Naturally, the Parnassian's lukewarm rejection of Romantic extremities produced a virulent rejection in reverse. The best (though not the most successful) poets of the time, such as Paul Verlaine and Stephan Mallarme, felt oppressed by the bland perfectionism of the Parnassian crowd, and proudly threw off the Decadent label to proclaim themselves Symbolists in 1866. On September 18 of this year, a manifesto to this effect, composed by the poet Jean Moreas, was published in the Le Figaro. This is the label these poets are typically known by today.

The term "Symbolist" refers to a literature that stresses indirect suggestions, emotional shadings and ironic references in place of direct and intelligible statements. The idea of "symbolism" may best be understood as something akin to Freudian or Jungian psychology. An image from a dream is an example of the kind of symbol these poets considered valuable. As in the original tenets of Romanticism, literature is reaching into murky depths, plumbing the subconscious, and submitting to the moral and spiritual void that may (or may not) be found there.

Bohemians

The final term we must discuss is perhaps the most confusing in that it refers to an actual nation, Bohemia, which had virtually nothing to do with the literary or cultural movement that borrowed its name. Bohemia, a minor Eastern European kingdom caught between larger kingdoms, ceased to exist after World War I, when it was absorbed into Czechoslovakia (the Bohemian lands, including the city of Praque, are now a part of Czech Republic). In Western Europe, the term "Bohemian" was often incorrectly used to refer to Gypsies, even though Gypsies are now known to have emerged from somewhere within the Middle East, which is nowhere near the Czech Republic.

The first usage of the term "Bohemian" (meaning, literally, "Gypsy") to refer to the disaffected and impoverished young artists and students of Paris has been traced to a popular French journalist and dramatist, Felix Pyat, who wrote a series of essays about "kids today" in a publication called Nouveau Tableau de Paris au XIX Siecle in 1834. He described this personality type as "alien and bizarre ... outside the law, beyond the reaches of society ... they are the Bohemians of today."

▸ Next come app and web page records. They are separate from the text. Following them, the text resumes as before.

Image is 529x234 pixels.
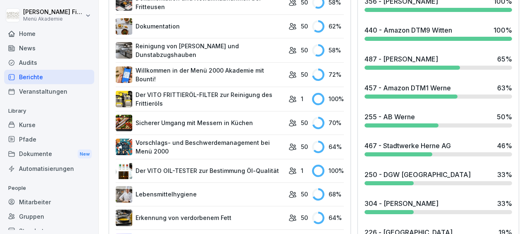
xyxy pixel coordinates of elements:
[4,84,94,99] a: Veranstaltungen
[361,195,515,218] a: 304 - [PERSON_NAME]33%
[116,91,132,107] img: lxawnajjsce9vyoprlfqagnf.png
[4,104,94,118] p: Library
[364,141,450,151] div: 467 - Stadtwerke Herne AG
[116,163,132,179] img: up30sq4qohmlf9oyka1pt50j.png
[116,66,132,83] img: xh3bnih80d1pxcetv9zsuevg.png
[312,117,344,129] div: 70 %
[116,115,284,131] a: Sicherer Umgang mit Messern in Küchen
[116,139,132,155] img: m8bvy8z8kneahw7tpdkl7btm.png
[116,186,132,203] img: jz0fz12u36edh1e04itkdbcq.png
[116,115,132,131] img: bnqppd732b90oy0z41dk6kj2.png
[312,20,344,33] div: 62 %
[4,147,94,162] a: DokumenteNew
[312,165,344,177] div: 100 %
[116,42,132,59] img: mfnj94a6vgl4cypi86l5ezmw.png
[116,210,132,226] img: vqex8dna0ap6n9z3xzcqrj3m.png
[4,26,94,41] a: Home
[361,22,515,44] a: 440 - Amazon DTM9 Witten100%
[361,166,515,189] a: 250 - DGW [GEOGRAPHIC_DATA]33%
[4,70,94,84] a: Berichte
[497,199,512,209] div: 33 %
[4,209,94,224] a: Gruppen
[497,54,512,64] div: 65 %
[497,83,512,93] div: 63 %
[4,118,94,132] a: Kurse
[301,70,308,79] p: 50
[4,55,94,70] a: Audits
[312,141,344,153] div: 64 %
[78,149,92,159] div: New
[312,44,344,57] div: 58 %
[364,199,438,209] div: 304 - [PERSON_NAME]
[497,170,512,180] div: 33 %
[364,170,470,180] div: 250 - DGW [GEOGRAPHIC_DATA]
[361,80,515,102] a: 457 - Amazon DTM1 Werne63%
[116,186,284,203] a: Lebensmittelhygiene
[116,66,284,83] a: Willkommen in der Menü 2000 Akademie mit Bounti!
[301,190,308,199] p: 50
[116,210,284,226] a: Erkennung von verdorbenem Fett
[301,119,308,127] p: 50
[312,212,344,224] div: 64 %
[4,132,94,147] a: Pfade
[23,9,83,16] p: [PERSON_NAME] Fiegert
[497,141,512,151] div: 46 %
[364,112,415,122] div: 255 - AB Werne
[116,18,132,35] img: jg117puhp44y4en97z3zv7dk.png
[116,42,284,59] a: Reinigung von [PERSON_NAME] und Dunstabzugshauben
[361,138,515,160] a: 467 - Stadtwerke Herne AG46%
[364,54,438,64] div: 487 - [PERSON_NAME]
[301,95,303,103] p: 1
[301,213,308,222] p: 50
[4,41,94,55] a: News
[4,147,94,162] div: Dokumente
[496,112,512,122] div: 50 %
[116,90,284,108] a: Der VITO FRITTIERÖL-FILTER zur Reinigung des Frittieröls
[493,25,512,35] div: 100 %
[312,188,344,201] div: 68 %
[361,51,515,73] a: 487 - [PERSON_NAME]65%
[364,25,452,35] div: 440 - Amazon DTM9 Witten
[116,18,284,35] a: Dokumentation
[301,142,308,151] p: 50
[116,163,284,179] a: Der VITO OIL-TESTER zur Bestimmung Öl-Qualität
[301,46,308,55] p: 50
[4,195,94,209] a: Mitarbeiter
[312,93,344,105] div: 100 %
[116,138,284,156] a: Vorschlags- und Beschwerdemanagement bei Menü 2000
[301,22,308,31] p: 50
[23,16,83,22] p: Menü Akademie
[4,182,94,195] p: People
[312,69,344,81] div: 72 %
[301,166,303,175] p: 1
[361,109,515,131] a: 255 - AB Werne50%
[4,161,94,176] a: Automatisierungen
[364,83,450,93] div: 457 - Amazon DTM1 Werne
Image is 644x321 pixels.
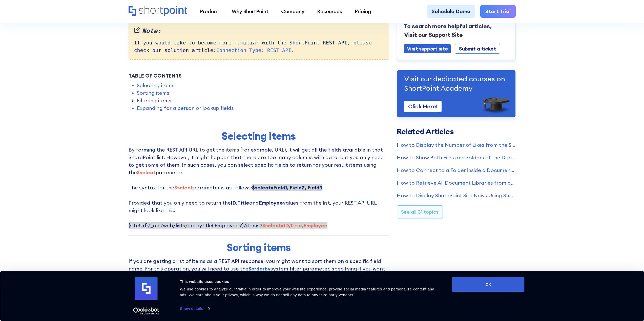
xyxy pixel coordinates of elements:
[128,6,188,16] a: Home
[396,128,516,135] h3: Related Articles
[404,101,442,112] a: Click Here!
[455,44,500,53] a: Submit a ticket
[310,5,348,17] a: Resources
[404,44,451,53] a: Visit support site
[426,5,475,17] a: Schedule Demo
[259,200,283,206] strong: Employee
[137,104,234,112] a: Expanding for a person or lookup fields
[137,81,174,89] a: Selecting items
[128,146,389,229] p: By forming the REST API URL to get the items (for example, URL), it will get all the fields avail...
[230,200,236,206] strong: ID
[404,22,508,39] p: To search more helpful articles, Visit our Support Site
[164,130,354,142] h2: Selecting items
[274,5,310,17] a: Company
[262,222,328,229] strong: $select=ID,Title,Employee
[128,72,389,79] div: Table of Contents
[226,5,274,17] a: Why ShortPoint
[134,26,384,36] em: Note:
[396,141,516,149] a: How to Display the Number of Likes from the SharePoint List Items
[248,266,270,272] strong: $orderby
[252,184,322,191] strong: $select=Field1, Field2, Field3
[396,166,516,174] a: How to Connect to a Folder inside a Document Library Using REST API
[128,20,389,59] div: If you would like to become more familiar with the ShortPoint REST API, please check our solution...
[396,154,516,161] a: How to Show Both Files and Folders of the Document Library in a ShortPoint Element
[396,179,516,187] a: How to Retrieve All Document Libraries from a Site Collection Using ShortPoint Connect
[137,97,172,104] a: Filtering items
[180,287,434,297] span: We use cookies to analyze our traffic in order to improve your website experience, provide social...
[348,5,378,17] a: Pricing
[137,89,169,97] a: Sorting items
[137,169,156,176] strong: $select
[232,7,268,15] div: Why ShortPoint
[194,5,226,17] a: Product
[452,277,524,292] button: OK
[128,222,328,229] span: {siteUrl}/_api/web/lists/getbytitle('Employees')/items?
[396,205,443,219] a: See all 31 topics
[124,308,168,315] a: Usercentrics Cookiebot - opens in a new window
[281,7,304,15] div: Company
[164,242,354,253] h2: Sorting items
[354,7,371,15] div: Pricing
[317,7,342,15] div: Resources
[238,200,249,206] strong: Title
[396,192,516,199] a: How to Display SharePoint Site News Using ShortPoint REST API Connection Type
[480,5,516,17] a: Start Trial
[174,184,193,191] strong: $select
[404,74,508,93] p: Visit our dedicated courses on ShortPoint Academy
[200,7,219,15] div: Product
[180,305,210,313] a: Show details
[135,277,158,300] img: logo
[216,47,291,53] a: Connection Type: REST API
[180,279,440,285] div: This website uses cookies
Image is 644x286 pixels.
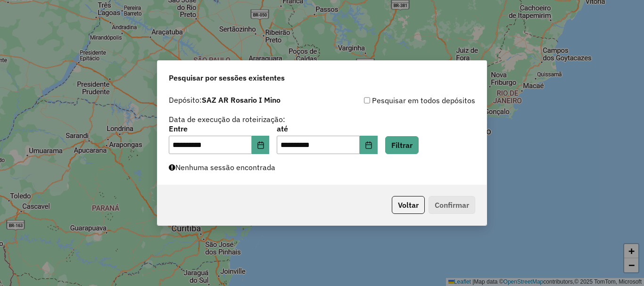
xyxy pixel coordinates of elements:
[168,113,285,125] label: Data de execução da roteirização:
[168,161,275,173] label: Nenhuma sessão encontrada
[322,95,475,106] div: Pesquisar em todos depósitos
[276,123,377,134] label: até
[168,123,269,134] label: Entre
[168,94,281,106] label: Depósito:
[252,136,269,154] button: Choose Date
[360,136,377,154] button: Choose Date
[385,136,418,154] button: Filtrar
[202,95,281,104] strong: SAZ AR Rosario I Mino
[392,196,425,214] button: Voltar
[168,72,285,84] span: Pesquisar por sessões existentes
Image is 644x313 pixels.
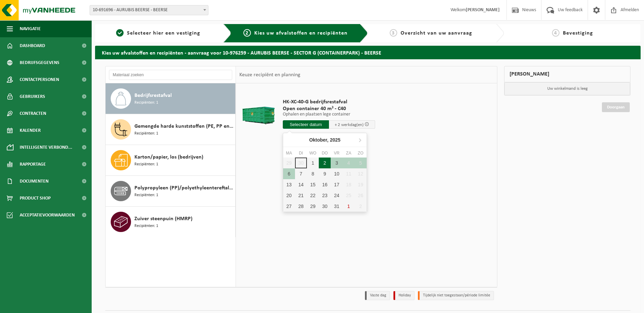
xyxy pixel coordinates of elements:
span: Recipiënten: 1 [134,100,158,106]
div: Keuze recipiënt en planning [236,66,304,84]
span: Overzicht van uw aanvraag [400,31,472,36]
div: 29 [307,201,319,212]
div: 3 [331,158,342,169]
button: Gemengde harde kunststoffen (PE, PP en PVC), recycleerbaar (industrieel) Recipiënten: 1 [106,114,236,145]
span: Gebruikers [19,88,45,105]
p: Ophalen en plaatsen lege container [283,112,375,117]
div: 21 [295,190,307,201]
li: Vaste dag [365,291,390,300]
div: za [342,150,354,157]
div: [PERSON_NAME] [504,66,630,82]
i: 2025 [330,137,340,142]
div: 9 [319,169,331,179]
li: Tijdelijk niet toegestaan/période limitée [418,291,494,300]
li: Holiday [393,291,414,300]
span: Karton/papier, los (bedrijven) [134,153,203,162]
span: Polypropyleen (PP)/polyethyleentereftalaat (PET) spanbanden [134,184,234,192]
button: Polypropyleen (PP)/polyethyleentereftalaat (PET) spanbanden Recipiënten: 1 [106,176,236,207]
div: Oktober, [306,135,343,145]
a: Doorgaan [602,102,629,112]
span: Dashboard [19,37,45,54]
span: Bevestiging [563,31,593,36]
div: 27 [283,201,295,212]
span: HK-XC-40-G bedrijfsrestafval [283,99,375,106]
span: 10-691696 - AURUBIS BEERSE - BEERSE [90,5,208,15]
div: 20 [283,190,295,201]
div: 28 [295,201,307,212]
span: Product Shop [19,190,51,207]
div: 17 [331,179,342,190]
a: 1Selecteer hier een vestiging [98,29,218,37]
span: Bedrijfsrestafval [134,92,172,100]
div: 7 [295,169,307,179]
span: Kies uw afvalstoffen en recipiënten [254,31,347,36]
div: 8 [307,169,319,179]
span: Gemengde harde kunststoffen (PE, PP en PVC), recycleerbaar (industrieel) [134,122,234,130]
span: Recipiënten: 1 [134,162,158,168]
p: Uw winkelmand is leeg [504,82,630,95]
input: Materiaal zoeken [109,70,232,80]
input: Selecteer datum [283,120,329,129]
div: 24 [331,190,342,201]
span: Contactpersonen [19,71,59,88]
h2: Kies uw afvalstoffen en recipiënten - aanvraag voor 10-976259 - AURUBIS BEERSE - SECTOR G (CONTAI... [95,46,640,59]
div: 30 [319,201,331,212]
span: Recipiënten: 1 [134,130,158,137]
span: Selecteer hier een vestiging [127,31,200,36]
span: 2 [243,29,251,37]
div: 31 [331,201,342,212]
div: 6 [283,169,295,179]
div: 16 [319,179,331,190]
span: Acceptatievoorwaarden [19,207,74,224]
div: 15 [307,179,319,190]
span: Rapportage [19,156,46,173]
div: di [295,150,307,157]
div: zo [355,150,367,157]
div: 22 [307,190,319,201]
span: + 2 werkdag(en) [334,123,364,127]
span: Kalender [19,122,41,139]
span: 4 [552,29,559,37]
div: 13 [283,179,295,190]
span: Recipiënten: 1 [134,223,158,229]
span: Bedrijfsgegevens [19,54,59,71]
span: Recipiënten: 1 [134,192,158,199]
button: Bedrijfsrestafval Recipiënten: 1 [106,84,236,114]
button: Zuiver steenpuin (HMRP) Recipiënten: 1 [106,207,236,237]
div: 23 [319,190,331,201]
span: Documenten [19,173,49,190]
span: Navigatie [19,20,41,37]
strong: [PERSON_NAME] [465,8,499,12]
span: Open container 40 m³ - C40 [283,106,375,112]
span: 1 [116,29,124,37]
div: 1 [307,158,319,169]
div: 14 [295,179,307,190]
span: Contracten [19,105,46,122]
div: ma [283,150,295,157]
div: wo [307,150,319,157]
span: Intelligente verbond... [19,139,72,156]
button: Karton/papier, los (bedrijven) Recipiënten: 1 [106,145,236,176]
span: 3 [389,29,397,37]
div: 10 [331,169,342,179]
div: 2 [319,158,331,169]
div: do [319,150,331,157]
div: vr [331,150,342,157]
span: Zuiver steenpuin (HMRP) [134,215,193,223]
span: 10-691696 - AURUBIS BEERSE - BEERSE [90,5,208,15]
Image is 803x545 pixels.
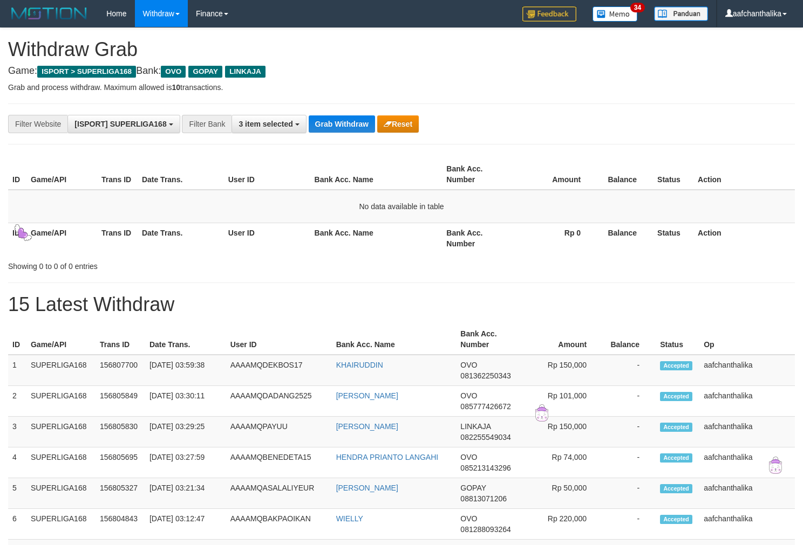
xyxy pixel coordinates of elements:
[26,355,95,386] td: SUPERLIGA168
[336,484,398,492] a: [PERSON_NAME]
[460,402,510,411] span: Copy 085777426672 to clipboard
[95,509,145,540] td: 156804843
[231,115,306,133] button: 3 item selected
[138,223,224,253] th: Date Trans.
[523,355,602,386] td: Rp 150,000
[8,257,326,272] div: Showing 0 to 0 of 0 entries
[653,223,693,253] th: Status
[95,478,145,509] td: 156805327
[654,6,708,21] img: panduan.png
[460,525,510,534] span: Copy 081288093264 to clipboard
[8,386,26,417] td: 2
[138,159,224,190] th: Date Trans.
[26,324,95,355] th: Game/API
[145,386,226,417] td: [DATE] 03:30:11
[8,509,26,540] td: 6
[145,448,226,478] td: [DATE] 03:27:59
[224,223,310,253] th: User ID
[442,159,512,190] th: Bank Acc. Number
[226,355,332,386] td: AAAAMQDEKBOS17
[26,478,95,509] td: SUPERLIGA168
[26,509,95,540] td: SUPERLIGA168
[8,294,794,316] h1: 15 Latest Withdraw
[67,115,180,133] button: [ISPORT] SUPERLIGA168
[226,448,332,478] td: AAAAMQBENEDETA15
[95,448,145,478] td: 156805695
[8,448,26,478] td: 4
[630,3,645,12] span: 34
[8,5,90,22] img: MOTION_logo.png
[8,324,26,355] th: ID
[8,223,26,253] th: ID
[660,361,692,371] span: Accepted
[699,478,794,509] td: aafchanthalika
[8,478,26,509] td: 5
[699,355,794,386] td: aafchanthalika
[37,66,136,78] span: ISPORT > SUPERLIGA168
[145,355,226,386] td: [DATE] 03:59:38
[145,509,226,540] td: [DATE] 03:12:47
[699,386,794,417] td: aafchanthalika
[660,423,692,432] span: Accepted
[523,417,602,448] td: Rp 150,000
[8,82,794,93] p: Grab and process withdraw. Maximum allowed is transactions.
[456,324,523,355] th: Bank Acc. Number
[26,223,97,253] th: Game/API
[74,120,166,128] span: [ISPORT] SUPERLIGA168
[336,392,398,400] a: [PERSON_NAME]
[460,495,506,503] span: Copy 08813071206 to clipboard
[95,324,145,355] th: Trans ID
[161,66,186,78] span: OVO
[26,159,97,190] th: Game/API
[460,464,510,472] span: Copy 085213143296 to clipboard
[336,453,438,462] a: HENDRA PRIANTO LANGAHI
[512,223,597,253] th: Rp 0
[26,448,95,478] td: SUPERLIGA168
[523,478,602,509] td: Rp 50,000
[693,223,794,253] th: Action
[8,159,26,190] th: ID
[597,159,653,190] th: Balance
[26,386,95,417] td: SUPERLIGA168
[522,6,576,22] img: Feedback.jpg
[97,223,138,253] th: Trans ID
[336,515,363,523] a: WIELLY
[8,417,26,448] td: 3
[145,478,226,509] td: [DATE] 03:21:34
[172,83,180,92] strong: 10
[523,509,602,540] td: Rp 220,000
[336,422,398,431] a: [PERSON_NAME]
[523,324,602,355] th: Amount
[8,190,794,223] td: No data available in table
[523,386,602,417] td: Rp 101,000
[660,484,692,493] span: Accepted
[309,115,375,133] button: Grab Withdraw
[336,361,383,369] a: KHAIRUDDIN
[512,159,597,190] th: Amount
[693,159,794,190] th: Action
[460,392,477,400] span: OVO
[97,159,138,190] th: Trans ID
[226,509,332,540] td: AAAAMQBAKPAOIKAN
[95,386,145,417] td: 156805849
[523,448,602,478] td: Rp 74,000
[699,509,794,540] td: aafchanthalika
[653,159,693,190] th: Status
[224,159,310,190] th: User ID
[660,454,692,463] span: Accepted
[460,515,477,523] span: OVO
[460,361,477,369] span: OVO
[8,355,26,386] td: 1
[226,386,332,417] td: AAAAMQDADANG2525
[602,448,655,478] td: -
[460,484,485,492] span: GOPAY
[310,159,442,190] th: Bank Acc. Name
[460,453,477,462] span: OVO
[602,386,655,417] td: -
[226,417,332,448] td: AAAAMQPAYUU
[145,324,226,355] th: Date Trans.
[655,324,699,355] th: Status
[225,66,265,78] span: LINKAJA
[26,417,95,448] td: SUPERLIGA168
[310,223,442,253] th: Bank Acc. Name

The term did not catch on in a huge way, though, until 1845 when a writer named Henry Murger, himself a bohemian (and the model for his own character Rodolphe), began producing a series of stories about himself and his friends for a small Paris newspaper called Le Corsaire-Satan. These stories were later collected in book form and staged as a play, Scenes de la vie de Boheme, which was a tremendous hit and an almost unbelievably definitive influence on French society. Today this play is mainly known as the source of the Puccini opera 'La Boheme', but the opera was not introduced until 1896, when the Bohemian youth movement had already been old news for decades.

I have no idea how any of this relates to the Queen song "Bohemian Rhapsody".